### Stored data:

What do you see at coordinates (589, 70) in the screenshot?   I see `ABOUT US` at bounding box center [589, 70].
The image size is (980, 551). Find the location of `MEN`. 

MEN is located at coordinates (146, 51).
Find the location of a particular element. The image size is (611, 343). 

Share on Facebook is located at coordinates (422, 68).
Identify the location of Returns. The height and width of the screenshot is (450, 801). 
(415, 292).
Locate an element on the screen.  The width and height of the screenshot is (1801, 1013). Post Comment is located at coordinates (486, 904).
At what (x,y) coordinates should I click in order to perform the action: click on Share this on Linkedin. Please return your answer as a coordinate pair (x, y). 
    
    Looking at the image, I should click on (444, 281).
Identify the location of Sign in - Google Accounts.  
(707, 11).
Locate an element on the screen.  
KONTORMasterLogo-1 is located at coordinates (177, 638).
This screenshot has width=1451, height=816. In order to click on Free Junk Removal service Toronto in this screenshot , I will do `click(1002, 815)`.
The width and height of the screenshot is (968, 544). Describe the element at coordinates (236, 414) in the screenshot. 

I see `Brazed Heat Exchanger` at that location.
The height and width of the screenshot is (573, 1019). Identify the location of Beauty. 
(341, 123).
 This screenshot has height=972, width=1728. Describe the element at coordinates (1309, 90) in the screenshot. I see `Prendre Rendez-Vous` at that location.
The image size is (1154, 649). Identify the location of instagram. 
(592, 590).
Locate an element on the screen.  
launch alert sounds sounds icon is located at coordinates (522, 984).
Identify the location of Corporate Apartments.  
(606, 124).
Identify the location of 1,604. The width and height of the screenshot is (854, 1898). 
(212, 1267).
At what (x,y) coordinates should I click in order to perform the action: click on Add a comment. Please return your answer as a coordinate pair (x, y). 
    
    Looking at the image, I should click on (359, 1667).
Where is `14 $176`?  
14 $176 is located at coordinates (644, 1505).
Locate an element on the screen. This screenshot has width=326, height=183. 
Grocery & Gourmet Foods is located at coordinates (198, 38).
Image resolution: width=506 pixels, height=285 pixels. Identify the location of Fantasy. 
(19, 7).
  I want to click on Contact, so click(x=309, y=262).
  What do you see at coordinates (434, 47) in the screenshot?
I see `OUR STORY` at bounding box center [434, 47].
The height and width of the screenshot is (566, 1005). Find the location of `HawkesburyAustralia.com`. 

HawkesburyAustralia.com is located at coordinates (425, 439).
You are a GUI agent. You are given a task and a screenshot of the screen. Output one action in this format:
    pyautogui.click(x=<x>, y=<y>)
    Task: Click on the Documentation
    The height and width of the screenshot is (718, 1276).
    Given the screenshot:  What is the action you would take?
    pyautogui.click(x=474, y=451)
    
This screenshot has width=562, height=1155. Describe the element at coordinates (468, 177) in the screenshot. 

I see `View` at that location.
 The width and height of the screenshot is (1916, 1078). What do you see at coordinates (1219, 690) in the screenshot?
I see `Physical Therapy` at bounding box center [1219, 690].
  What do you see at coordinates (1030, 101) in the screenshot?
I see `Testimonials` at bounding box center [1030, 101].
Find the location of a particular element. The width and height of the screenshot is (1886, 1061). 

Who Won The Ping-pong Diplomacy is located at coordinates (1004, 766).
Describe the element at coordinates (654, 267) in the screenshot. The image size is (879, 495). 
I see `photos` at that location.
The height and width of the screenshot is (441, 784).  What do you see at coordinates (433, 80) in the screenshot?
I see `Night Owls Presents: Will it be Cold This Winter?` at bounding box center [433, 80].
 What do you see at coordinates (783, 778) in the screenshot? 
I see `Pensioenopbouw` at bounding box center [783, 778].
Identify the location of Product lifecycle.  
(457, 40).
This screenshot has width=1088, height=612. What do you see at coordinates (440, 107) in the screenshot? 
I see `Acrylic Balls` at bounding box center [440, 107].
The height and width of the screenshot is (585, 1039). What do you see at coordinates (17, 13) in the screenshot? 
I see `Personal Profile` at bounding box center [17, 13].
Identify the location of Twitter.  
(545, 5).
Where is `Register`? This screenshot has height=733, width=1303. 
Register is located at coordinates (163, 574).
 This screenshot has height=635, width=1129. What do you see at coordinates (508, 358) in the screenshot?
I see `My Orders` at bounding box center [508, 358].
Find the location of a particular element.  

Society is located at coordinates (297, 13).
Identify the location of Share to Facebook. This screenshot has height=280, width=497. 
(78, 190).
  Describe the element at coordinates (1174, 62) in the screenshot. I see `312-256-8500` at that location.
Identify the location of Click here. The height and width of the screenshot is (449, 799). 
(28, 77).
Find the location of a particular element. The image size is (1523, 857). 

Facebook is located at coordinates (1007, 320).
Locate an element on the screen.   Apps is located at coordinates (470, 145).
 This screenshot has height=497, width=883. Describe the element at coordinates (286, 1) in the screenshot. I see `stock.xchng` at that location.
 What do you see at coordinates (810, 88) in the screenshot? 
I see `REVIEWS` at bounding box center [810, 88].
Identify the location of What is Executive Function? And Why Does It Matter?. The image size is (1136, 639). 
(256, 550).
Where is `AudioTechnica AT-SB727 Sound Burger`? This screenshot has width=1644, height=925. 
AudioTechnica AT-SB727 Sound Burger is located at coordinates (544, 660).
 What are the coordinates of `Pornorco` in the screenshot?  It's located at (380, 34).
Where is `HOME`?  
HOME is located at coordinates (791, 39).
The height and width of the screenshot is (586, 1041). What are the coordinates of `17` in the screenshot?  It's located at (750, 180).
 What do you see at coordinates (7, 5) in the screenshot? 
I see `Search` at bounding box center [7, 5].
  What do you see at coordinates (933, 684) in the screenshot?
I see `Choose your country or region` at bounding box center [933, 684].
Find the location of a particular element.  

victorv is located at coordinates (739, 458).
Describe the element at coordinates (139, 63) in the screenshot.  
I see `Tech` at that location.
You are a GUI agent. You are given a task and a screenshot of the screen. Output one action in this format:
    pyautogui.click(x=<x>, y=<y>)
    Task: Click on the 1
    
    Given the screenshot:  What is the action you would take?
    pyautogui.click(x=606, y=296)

### Work required:
The response should be an exact copy of all the records above.

### Task solution:
What do you see at coordinates (589, 70) in the screenshot?   I see `ABOUT US` at bounding box center [589, 70].
The image size is (980, 551). Find the location of `MEN`. 

MEN is located at coordinates (146, 51).
Find the location of a particular element. The image size is (611, 343). 

Share on Facebook is located at coordinates (422, 68).
Identify the location of Returns. The height and width of the screenshot is (450, 801). 
(415, 292).
Locate an element on the screen.  The width and height of the screenshot is (1801, 1013). Post Comment is located at coordinates (486, 904).
At what (x,y) coordinates should I click in order to perform the action: click on Share this on Linkedin. Please return your answer as a coordinate pair (x, y). 
    
    Looking at the image, I should click on (444, 281).
Identify the location of Sign in - Google Accounts.  
(707, 11).
Locate an element on the screen.  
KONTORMasterLogo-1 is located at coordinates (177, 638).
This screenshot has width=1451, height=816. In order to click on Free Junk Removal service Toronto in this screenshot , I will do `click(1002, 815)`.
The width and height of the screenshot is (968, 544). Describe the element at coordinates (236, 414) in the screenshot. 

I see `Brazed Heat Exchanger` at that location.
The height and width of the screenshot is (573, 1019). Identify the location of Beauty. 
(341, 123).
 This screenshot has height=972, width=1728. Describe the element at coordinates (1309, 90) in the screenshot. I see `Prendre Rendez-Vous` at that location.
The image size is (1154, 649). Identify the location of instagram. 
(592, 590).
Locate an element on the screen.  
launch alert sounds sounds icon is located at coordinates (522, 984).
Identify the location of Corporate Apartments.  
(606, 124).
Identify the location of 1,604. The width and height of the screenshot is (854, 1898). 
(212, 1267).
At what (x,y) coordinates should I click in order to perform the action: click on Add a comment. Please return your answer as a coordinate pair (x, y). 
    
    Looking at the image, I should click on (359, 1667).
Where is `14 $176`?  
14 $176 is located at coordinates (644, 1505).
Locate an element on the screen. This screenshot has width=326, height=183. 
Grocery & Gourmet Foods is located at coordinates (198, 38).
Image resolution: width=506 pixels, height=285 pixels. Identify the location of Fantasy. 
(19, 7).
  I want to click on Contact, so click(x=309, y=262).
  What do you see at coordinates (434, 47) in the screenshot?
I see `OUR STORY` at bounding box center [434, 47].
The height and width of the screenshot is (566, 1005). Find the location of `HawkesburyAustralia.com`. 

HawkesburyAustralia.com is located at coordinates (425, 439).
You are a GUI agent. You are given a task and a screenshot of the screen. Output one action in this format:
    pyautogui.click(x=<x>, y=<y>)
    Task: Click on the Documentation
    The height and width of the screenshot is (718, 1276).
    Given the screenshot:  What is the action you would take?
    pyautogui.click(x=474, y=451)
    
This screenshot has width=562, height=1155. Describe the element at coordinates (468, 177) in the screenshot. 

I see `View` at that location.
 The width and height of the screenshot is (1916, 1078). What do you see at coordinates (1219, 690) in the screenshot?
I see `Physical Therapy` at bounding box center [1219, 690].
  What do you see at coordinates (1030, 101) in the screenshot?
I see `Testimonials` at bounding box center [1030, 101].
Find the location of a particular element. The width and height of the screenshot is (1886, 1061). 

Who Won The Ping-pong Diplomacy is located at coordinates (1004, 766).
Describe the element at coordinates (654, 267) in the screenshot. The image size is (879, 495). 
I see `photos` at that location.
The height and width of the screenshot is (441, 784).  What do you see at coordinates (433, 80) in the screenshot?
I see `Night Owls Presents: Will it be Cold This Winter?` at bounding box center [433, 80].
 What do you see at coordinates (783, 778) in the screenshot? 
I see `Pensioenopbouw` at bounding box center [783, 778].
Identify the location of Product lifecycle.  
(457, 40).
This screenshot has width=1088, height=612. What do you see at coordinates (440, 107) in the screenshot? 
I see `Acrylic Balls` at bounding box center [440, 107].
The height and width of the screenshot is (585, 1039). What do you see at coordinates (17, 13) in the screenshot? 
I see `Personal Profile` at bounding box center [17, 13].
Identify the location of Twitter.  
(545, 5).
Where is `Register`? This screenshot has height=733, width=1303. 
Register is located at coordinates (163, 574).
 This screenshot has height=635, width=1129. What do you see at coordinates (508, 358) in the screenshot?
I see `My Orders` at bounding box center [508, 358].
Find the location of a particular element.  

Society is located at coordinates (297, 13).
Identify the location of Share to Facebook. This screenshot has height=280, width=497. 
(78, 190).
  Describe the element at coordinates (1174, 62) in the screenshot. I see `312-256-8500` at that location.
Identify the location of Click here. The height and width of the screenshot is (449, 799). 
(28, 77).
Find the location of a particular element. The image size is (1523, 857). 

Facebook is located at coordinates (1007, 320).
Locate an element on the screen.   Apps is located at coordinates (470, 145).
 This screenshot has height=497, width=883. Describe the element at coordinates (286, 1) in the screenshot. I see `stock.xchng` at that location.
 What do you see at coordinates (810, 88) in the screenshot? 
I see `REVIEWS` at bounding box center [810, 88].
Identify the location of What is Executive Function? And Why Does It Matter?. The image size is (1136, 639). 
(256, 550).
Where is `AudioTechnica AT-SB727 Sound Burger`? This screenshot has width=1644, height=925. 
AudioTechnica AT-SB727 Sound Burger is located at coordinates (544, 660).
 What are the coordinates of `Pornorco` in the screenshot?  It's located at (380, 34).
Where is `HOME`?  
HOME is located at coordinates (791, 39).
The height and width of the screenshot is (586, 1041). What are the coordinates of `17` in the screenshot?  It's located at (750, 180).
 What do you see at coordinates (7, 5) in the screenshot? 
I see `Search` at bounding box center [7, 5].
  What do you see at coordinates (933, 684) in the screenshot?
I see `Choose your country or region` at bounding box center [933, 684].
Find the location of a particular element.  

victorv is located at coordinates (739, 458).
Describe the element at coordinates (139, 63) in the screenshot.  
I see `Tech` at that location.
You are a GUI agent. You are given a task and a screenshot of the screen. Output one action in this format:
    pyautogui.click(x=<x>, y=<y>)
    Task: Click on the 1
    
    Given the screenshot:  What is the action you would take?
    pyautogui.click(x=606, y=296)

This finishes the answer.